N. Plachta, European Molecular Biology Laboratory (EMBL) Australia, Australian Regenerative Medicine Institute, Monash University, Clayton, VIC 3800, Australia. (Introduced by Till Böcking)

Transcription factors (TFs) are essential to control cell fate decisions during embryonic development. While the biological functions of these proteins directly rely on their dynamic mobility within the cell, few tools permit to study TF dynamics in intact developing mammalian organisms.

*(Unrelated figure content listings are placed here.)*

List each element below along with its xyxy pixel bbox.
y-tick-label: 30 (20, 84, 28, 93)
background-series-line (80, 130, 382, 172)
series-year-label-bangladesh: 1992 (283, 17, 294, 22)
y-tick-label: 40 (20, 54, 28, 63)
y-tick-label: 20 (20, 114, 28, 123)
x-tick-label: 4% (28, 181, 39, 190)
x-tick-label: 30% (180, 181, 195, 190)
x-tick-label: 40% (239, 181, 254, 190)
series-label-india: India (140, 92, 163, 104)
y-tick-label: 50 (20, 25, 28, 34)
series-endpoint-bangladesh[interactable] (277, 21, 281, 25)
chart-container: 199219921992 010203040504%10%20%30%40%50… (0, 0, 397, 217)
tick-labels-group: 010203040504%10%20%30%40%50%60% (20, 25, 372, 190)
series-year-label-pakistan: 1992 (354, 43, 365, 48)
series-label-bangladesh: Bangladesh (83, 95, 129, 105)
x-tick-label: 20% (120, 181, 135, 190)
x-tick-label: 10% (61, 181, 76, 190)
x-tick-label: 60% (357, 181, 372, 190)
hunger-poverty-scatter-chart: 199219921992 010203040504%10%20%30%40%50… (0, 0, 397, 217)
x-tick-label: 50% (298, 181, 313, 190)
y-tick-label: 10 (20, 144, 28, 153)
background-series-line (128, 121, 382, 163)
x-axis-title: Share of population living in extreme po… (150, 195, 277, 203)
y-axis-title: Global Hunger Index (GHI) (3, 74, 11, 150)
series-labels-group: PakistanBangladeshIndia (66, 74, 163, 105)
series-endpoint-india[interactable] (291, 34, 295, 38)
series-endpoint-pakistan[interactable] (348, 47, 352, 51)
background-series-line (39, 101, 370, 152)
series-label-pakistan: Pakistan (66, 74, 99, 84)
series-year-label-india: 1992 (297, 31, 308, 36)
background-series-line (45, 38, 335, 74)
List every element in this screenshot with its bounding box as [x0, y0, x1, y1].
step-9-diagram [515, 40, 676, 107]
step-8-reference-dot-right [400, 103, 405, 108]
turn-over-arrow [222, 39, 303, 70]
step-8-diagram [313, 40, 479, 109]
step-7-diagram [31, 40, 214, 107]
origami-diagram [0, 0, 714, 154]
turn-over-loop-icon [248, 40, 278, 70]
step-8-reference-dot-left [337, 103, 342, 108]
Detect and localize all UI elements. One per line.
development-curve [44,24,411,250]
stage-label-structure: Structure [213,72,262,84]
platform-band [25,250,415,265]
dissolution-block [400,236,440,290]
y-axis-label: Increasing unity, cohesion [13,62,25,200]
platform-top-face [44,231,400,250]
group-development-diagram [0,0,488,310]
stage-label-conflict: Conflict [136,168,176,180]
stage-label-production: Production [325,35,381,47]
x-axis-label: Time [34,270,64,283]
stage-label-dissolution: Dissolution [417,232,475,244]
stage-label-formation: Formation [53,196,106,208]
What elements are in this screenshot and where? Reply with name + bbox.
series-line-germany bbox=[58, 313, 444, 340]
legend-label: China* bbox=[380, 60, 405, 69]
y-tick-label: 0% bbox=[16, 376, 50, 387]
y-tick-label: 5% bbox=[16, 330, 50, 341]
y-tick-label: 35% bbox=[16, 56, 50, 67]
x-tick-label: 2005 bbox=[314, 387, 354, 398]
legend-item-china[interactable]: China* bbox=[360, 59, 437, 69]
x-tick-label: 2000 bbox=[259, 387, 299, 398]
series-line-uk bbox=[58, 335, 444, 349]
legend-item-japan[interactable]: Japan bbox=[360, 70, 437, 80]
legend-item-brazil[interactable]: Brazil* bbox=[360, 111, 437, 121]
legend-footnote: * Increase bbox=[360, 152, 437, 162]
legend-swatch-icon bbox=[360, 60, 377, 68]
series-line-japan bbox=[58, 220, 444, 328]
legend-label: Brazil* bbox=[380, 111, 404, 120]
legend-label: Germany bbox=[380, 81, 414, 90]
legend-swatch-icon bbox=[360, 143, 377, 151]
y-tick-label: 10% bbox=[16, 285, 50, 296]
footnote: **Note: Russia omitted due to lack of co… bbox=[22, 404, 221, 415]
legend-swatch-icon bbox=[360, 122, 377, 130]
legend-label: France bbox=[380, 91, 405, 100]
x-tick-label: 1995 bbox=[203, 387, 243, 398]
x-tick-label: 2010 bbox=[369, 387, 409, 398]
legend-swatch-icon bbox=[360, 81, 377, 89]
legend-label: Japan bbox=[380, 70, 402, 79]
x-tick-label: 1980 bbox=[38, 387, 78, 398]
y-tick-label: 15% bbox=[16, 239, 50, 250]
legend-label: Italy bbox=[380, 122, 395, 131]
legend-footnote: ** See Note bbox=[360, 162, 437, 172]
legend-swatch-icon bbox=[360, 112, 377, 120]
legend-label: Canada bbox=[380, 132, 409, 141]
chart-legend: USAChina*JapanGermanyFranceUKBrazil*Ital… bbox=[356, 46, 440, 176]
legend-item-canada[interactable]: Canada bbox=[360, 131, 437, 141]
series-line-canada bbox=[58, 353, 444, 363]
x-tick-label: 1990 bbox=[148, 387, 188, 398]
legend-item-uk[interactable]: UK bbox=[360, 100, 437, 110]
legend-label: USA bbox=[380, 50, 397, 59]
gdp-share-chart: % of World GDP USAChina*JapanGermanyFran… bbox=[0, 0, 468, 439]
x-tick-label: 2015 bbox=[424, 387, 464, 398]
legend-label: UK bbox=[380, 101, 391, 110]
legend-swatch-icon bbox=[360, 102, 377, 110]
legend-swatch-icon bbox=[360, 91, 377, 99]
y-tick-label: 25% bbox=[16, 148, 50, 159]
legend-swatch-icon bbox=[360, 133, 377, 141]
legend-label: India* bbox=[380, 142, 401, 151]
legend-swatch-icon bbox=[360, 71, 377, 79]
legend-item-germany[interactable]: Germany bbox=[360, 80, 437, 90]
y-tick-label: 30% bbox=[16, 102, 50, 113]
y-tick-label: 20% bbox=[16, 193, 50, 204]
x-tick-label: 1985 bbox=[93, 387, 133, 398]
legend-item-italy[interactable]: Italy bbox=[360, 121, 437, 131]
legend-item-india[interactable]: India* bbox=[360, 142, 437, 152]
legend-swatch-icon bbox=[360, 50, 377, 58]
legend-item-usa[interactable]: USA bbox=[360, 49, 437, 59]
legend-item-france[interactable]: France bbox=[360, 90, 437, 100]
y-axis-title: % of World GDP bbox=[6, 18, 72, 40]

We have recently developed tools to study TF dynamics within individual cell nuclei of living mouse embryos. By combining selective, multiphoton-based photoactivation of TFs fused to the photo-activatable protein paGFP, and quantitative imaging of the photoactivated TF-paGFP fusion proteins in 4-dimensions (x, y, z and time), we can measure the kinetics of TFs as the embryos develop and the cells undergo the earliest lineage differentiation events.

Applying these tools reveals that the 8–cell stage embryo is composed of two cell populations displaying distinct kinetics of the TF Oct4, a protein essential to support pluripotency. Different Oct4 kinetics result from differential binding to nuclear targets and predict the differentiation of cells to the pluripotent or extraembryonic lineages.

We propose that studying the kinetics of TFs controlling cell fate decisions will help revealing some of the earliest forms of cell-to-cell variability in mammals.